By default Sailfish runs a fixed number of warmup iterations (NumWarmupIterations, default 3) before it starts measuring. For code whose performance shifts while the runtime tiers up (tiered JIT compilation and on-stack replacement), a fixed count can start measuring too early — capturing the tail of compilation — or waste time warming up longer than needed.

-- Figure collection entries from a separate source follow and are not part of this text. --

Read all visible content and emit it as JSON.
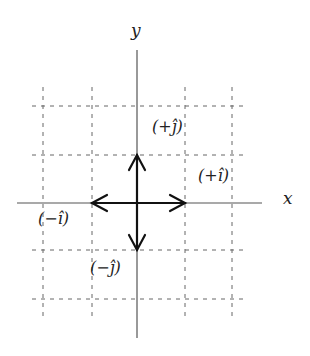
{
  "diagram": {
    "axes": {
      "x_label": "x",
      "y_label": "y"
    },
    "vectors": [
      {
        "name": "plus-i",
        "label": "(+î)",
        "direction": "right"
      },
      {
        "name": "minus-i",
        "label": "(−î)",
        "direction": "left"
      },
      {
        "name": "plus-j",
        "label": "(+ĵ)",
        "direction": "up"
      },
      {
        "name": "minus-j",
        "label": "(−ĵ)",
        "direction": "down"
      }
    ],
    "grid": {
      "style": "dashed",
      "columns": 4,
      "rows": 4
    },
    "colors": {
      "axis": "#555555",
      "grid": "#666666",
      "vector": "#111111",
      "background": "#ffffff"
    }
  }
}
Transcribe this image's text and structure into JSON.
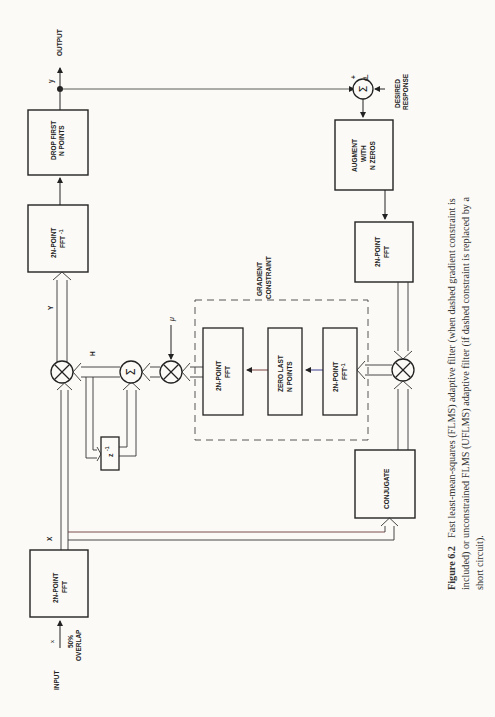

Steady-state warmup (opt-in) instead warms up until the per-iteration timing stops trending and stabilizes, bounded by a floor and a cap.

How it works

Each warmup iteration is timed locally (it is not recorded into your measured samples) and fed to a detector. The detector looks at a sliding window of recent warmup durations and declares steady state when both:

  • The trend has flattened — the median of the most recent half of the window is within ~5% of the median of the prior half (timings have stopped falling). Medians are used so a single cold-start spike doesn't dominate.
  • Dispersion is low — the coefficient of variation across the window is within ~15%.

Warmup runs at least NumWarmupIterations (the floor) and at most MaxWarmupIterations (the cap, default 50), stopping as soon as steady state is detected. The detector needs a full window (6 samples) before it can decide, so that is the effective minimum.

Usage

[Sailfish(
UseSteadyStateWarmup = true, // opt in
NumWarmupIterations = 4, // floor: always warm up at least this many
MaxWarmupIterations = 50, // cap: never warm up more than this
SampleSize = 100)]
public class MyBenchmarks
{
[SailfishMethod]
public void Work() { /* ... */ }
}

Configured per class on the [Sailfish] attribute (like OperationsPerInvoke). Defaults: UseSteadyStateWarmup = false (fixed-count warmup), MaxWarmupIterations = 50.

Notes

  • Opt-in and backward compatible. With the default (false), warmup is the existing fixed NumWarmupIterations loop — unchanged.
  • Bounded. A noisy method whose timing never settles will warm up to MaxWarmupIterations and then proceed; it won't loop forever.
  • The detector thresholds (window 6, ~5% drift, ~15% CV) are tuned internally and not currently exposed.
  • This shapes warmup only; it's independent of Adaptive Sampling (which decides how many measured samples to collect) and composes with it.